Jeff Baumgartner, Senior Editor

September 4, 2018

3 Min Read
Ericsson Adds Automation Smarts With CENX Acquisition

Looking to bolster its automation capabilities amid the industry's move to 5G networks, Ericsson announced Tuesday that it had struck a deal to acquire CENX, a company in which it already held a small stake.

Financial terms weren't announced, but Ericsson AB (Nasdaq: ERIC) said the deal is for 100% of shares in CENX Inc. and that about 185 CENX employees will be joining Ericsson.

Ericsson said the addition of CENX's vendor-agnostic service assurance and closed-loop automation capabilities will beef up its OSS portfolio and will factor into its 5G activities as operators move ahead with virtualization and aims to automate and orchestrate slices of those networks.

How will service providers enable automated and efficient network operations to support NFV & SDN? Find the answers at Light Reading's Software-Defined Operations & the Autonomous Network event in London, November 7-8. Take advantage of this opportunity to learn from and network with industry experts – communications service providers get in free!

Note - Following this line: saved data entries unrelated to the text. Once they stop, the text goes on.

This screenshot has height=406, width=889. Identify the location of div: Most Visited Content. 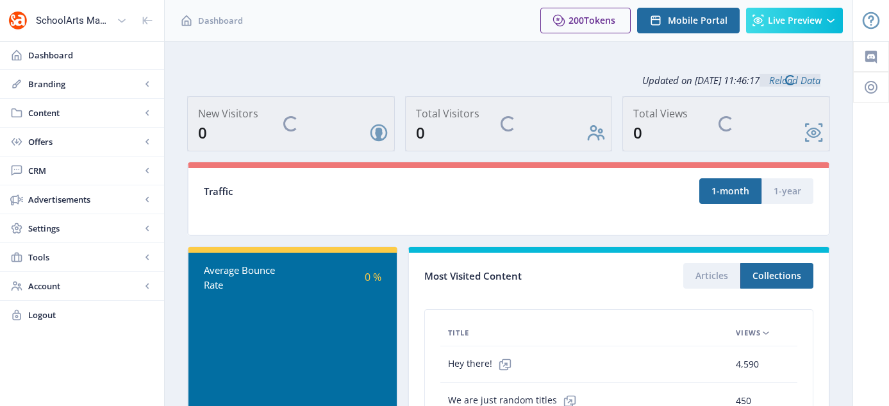
(521, 276).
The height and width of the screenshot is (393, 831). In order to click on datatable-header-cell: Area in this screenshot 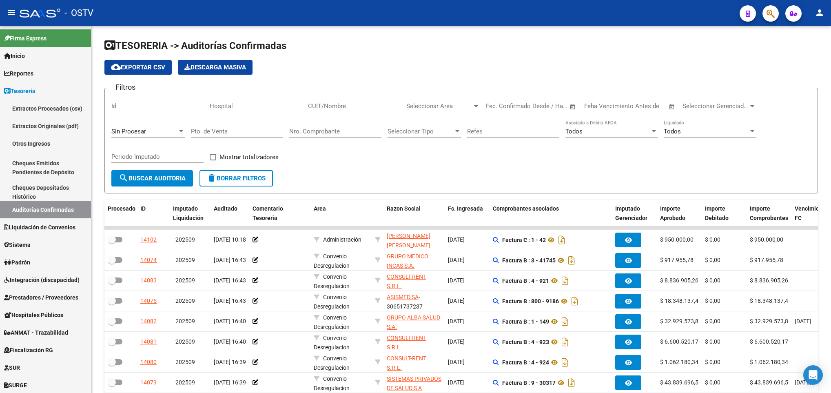, I will do `click(341, 213)`.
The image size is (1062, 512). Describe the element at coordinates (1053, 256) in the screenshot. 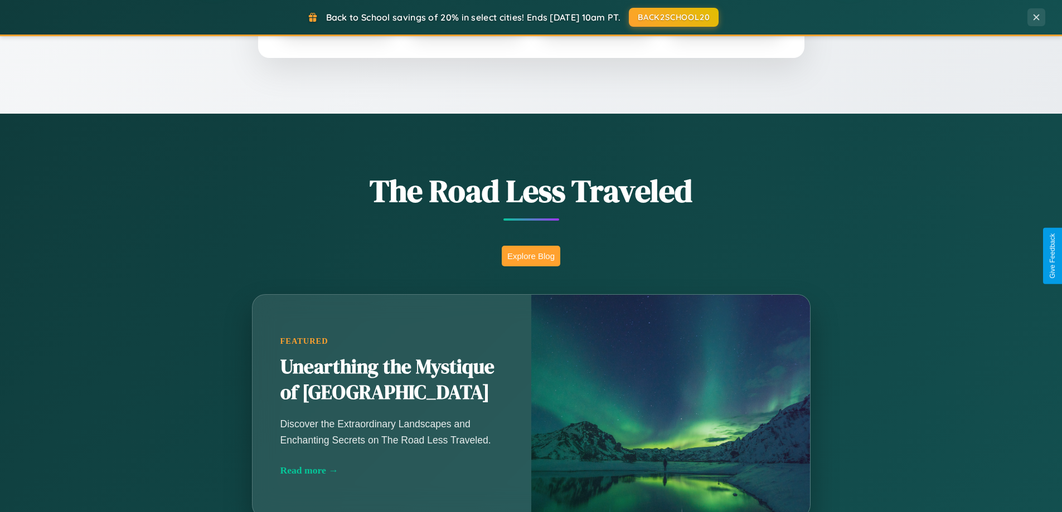

I see `div: Give Feedback` at that location.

Founded in 2009 and originally led by MEF President Nan Chen, CENX was initially thought to be an acronym for Carrier Ethernet Network eXchange. (See Nan Chen Takes CENX Route.)

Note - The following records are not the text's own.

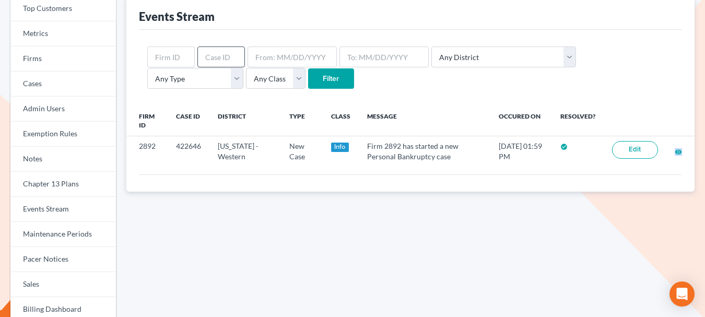  I want to click on a: Notes, so click(63, 159).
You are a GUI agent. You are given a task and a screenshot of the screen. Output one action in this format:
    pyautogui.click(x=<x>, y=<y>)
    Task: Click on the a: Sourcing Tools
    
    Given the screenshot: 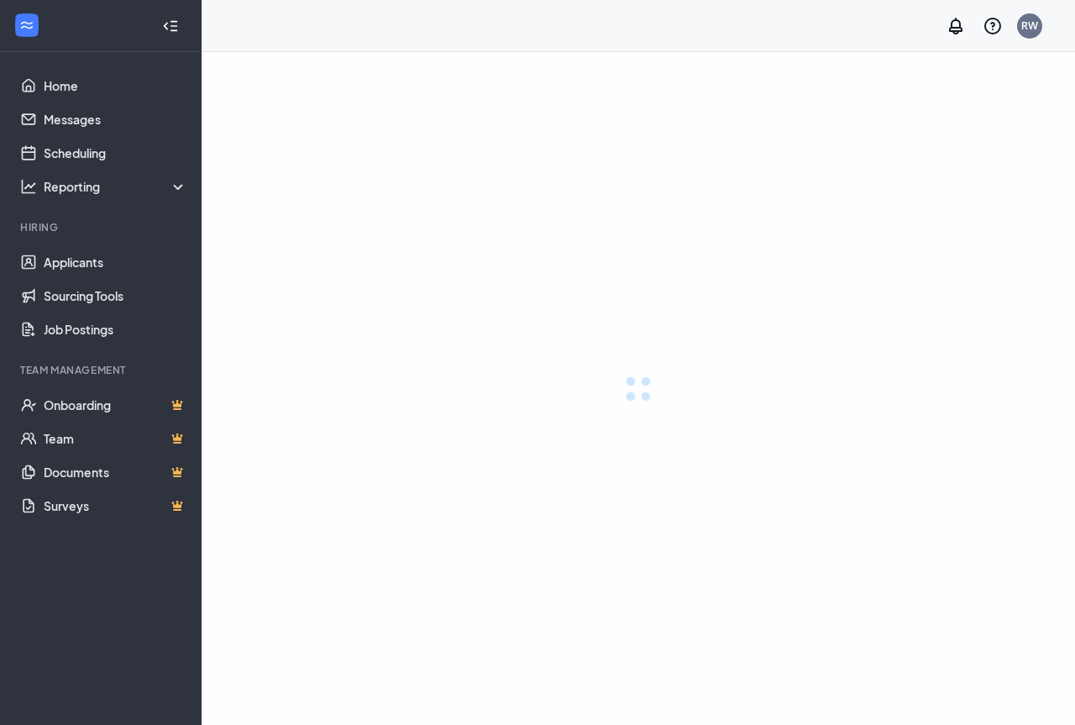 What is the action you would take?
    pyautogui.click(x=115, y=296)
    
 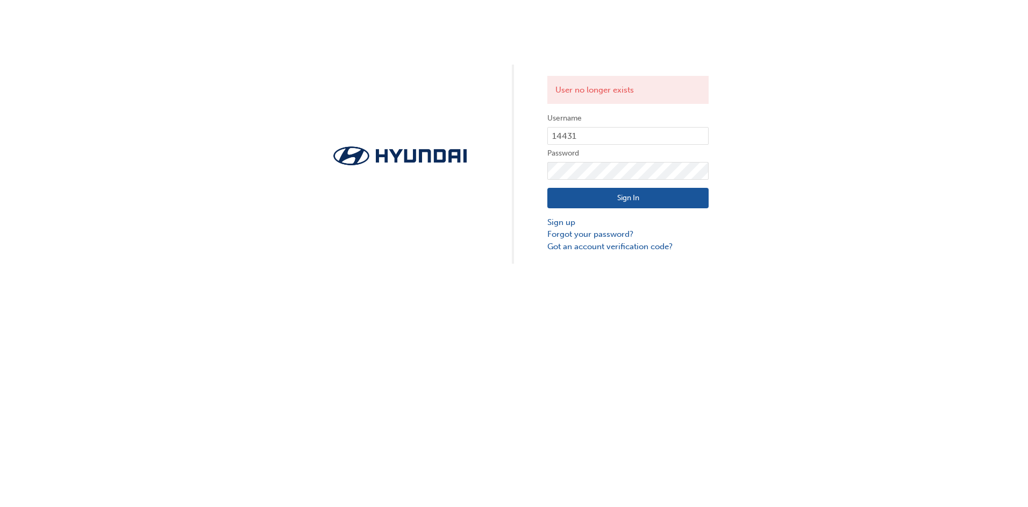 What do you see at coordinates (400, 155) in the screenshot?
I see `img: Trak` at bounding box center [400, 155].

We were close. The company's name stood for Carrier Ethernet Neutral Exchange, and it was focused on providing a common ground for carriers to hook to one another's networks, as is done in voice networks and the Internet. (See Ethernet Gets a CENX View.)

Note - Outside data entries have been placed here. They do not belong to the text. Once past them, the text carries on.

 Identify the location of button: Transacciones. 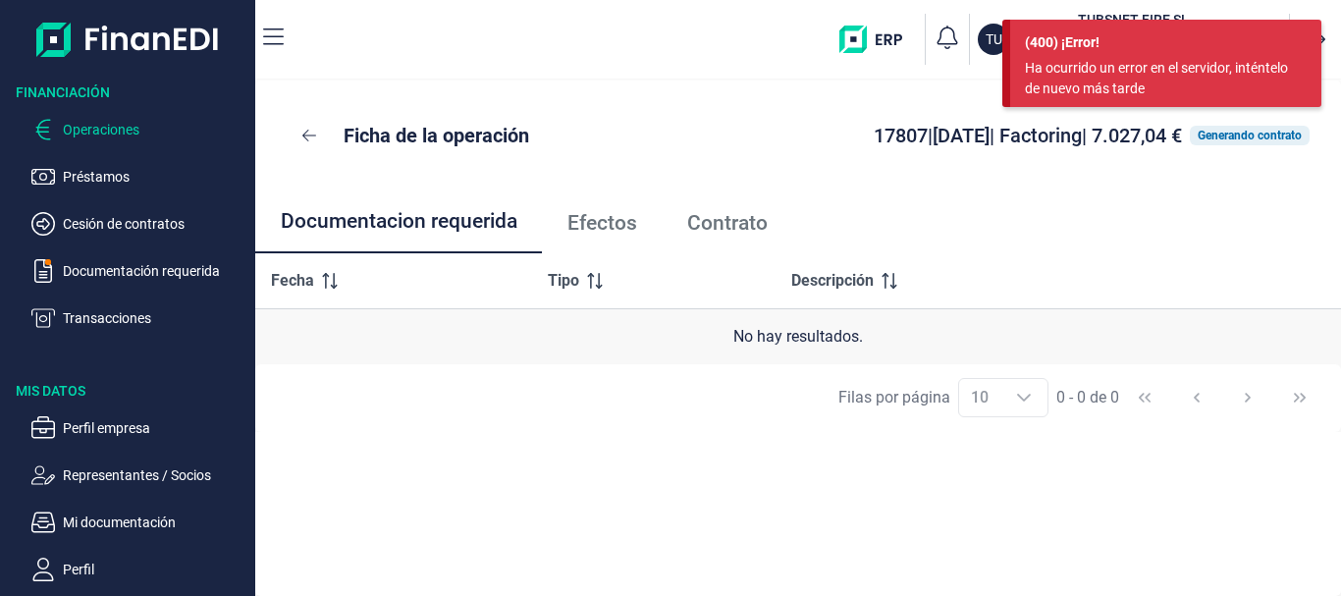
(139, 318).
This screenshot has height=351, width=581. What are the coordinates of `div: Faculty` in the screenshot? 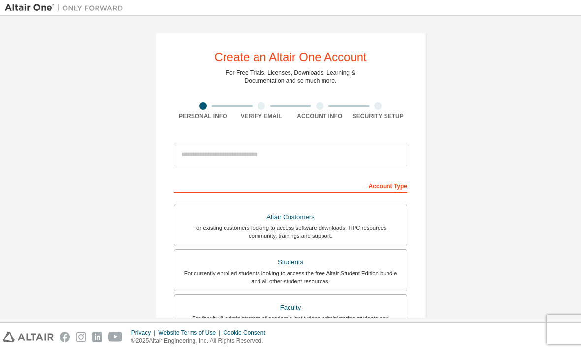 It's located at (291, 308).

In 2014, the company pivoted its business model to one of operating that carrier neutral Ethernet exchange, which the industry felt rather neutral about, to offering a service orchestration platform. (See CENX Reinvents Itself as Service Orchestrator.)

Prior to that pivot, in 2012, Ericsson and Verizon Ventures both invested in the company under its old business model. CENX has raised about $22 million, according to Crunchbase. (See CENX Gets Ericsson on Its Side and Verizon Backs CENX With Cash.)

The Jersey City, N.J.-based company appointed its current CEO, Ed Kennedy, a little more than a year ago. (See CENX Names Industry Veteran Kennedy CEO.)

Chen serves as executive vice chairman, a post which allows him to wear whatever color socks he likes.

Among its customers, Verizon Communications Inc. (NYSE: VZ) is using CENX's software to provide a unified view of the service provider's physical and virtual components across multiple systems and data centers.

"This looks like a great exit for CENX. They proved themselves at Verizon and Ericsson will now be able to leverage the solution across its established customer base," said Heavy Reading Senior Analyst James Crawshaw. "Ericsson never admitted to having a gap in its service assurance portfolio so I can't claim I saw this coming. I think it will provide some solace to the large number of other small, independent service assurance specialists that they too might be acquired by one of the big network equipment vendors."

Last May as part of its Leading Lights awards program, Light Reading named CENX as the winner in the "Outstanding Digital Enablement Vendor" category. (See Leading Lights 2017: The Winners.)

— Jeff Baumgartner, Senior Editor, Light Reading; and Phil Harvey, US News Editor, Light Reading

About the Author(s)

Jeff Baumgartner

Senior Editor, Light Reading

Jeff Baumgartner is a Senior Editor for Light Reading and is responsible for the day-to-day news coverage and analysis of the cable and video sectors. Follow him on X and LinkedIn.

Baumgartner also served as Site Editor for Light Reading Cable from 2007-2013. In between his two stints at Light Reading, he led tech coverage for Multichannel News and was a regular contributor to Broadcasting + Cable. Baumgartner was named to the 2018 class of the Cable TV Pioneers.

Subscribe and receive the latest news from the industry.
Join 62,000+ members. Yes it's completely free.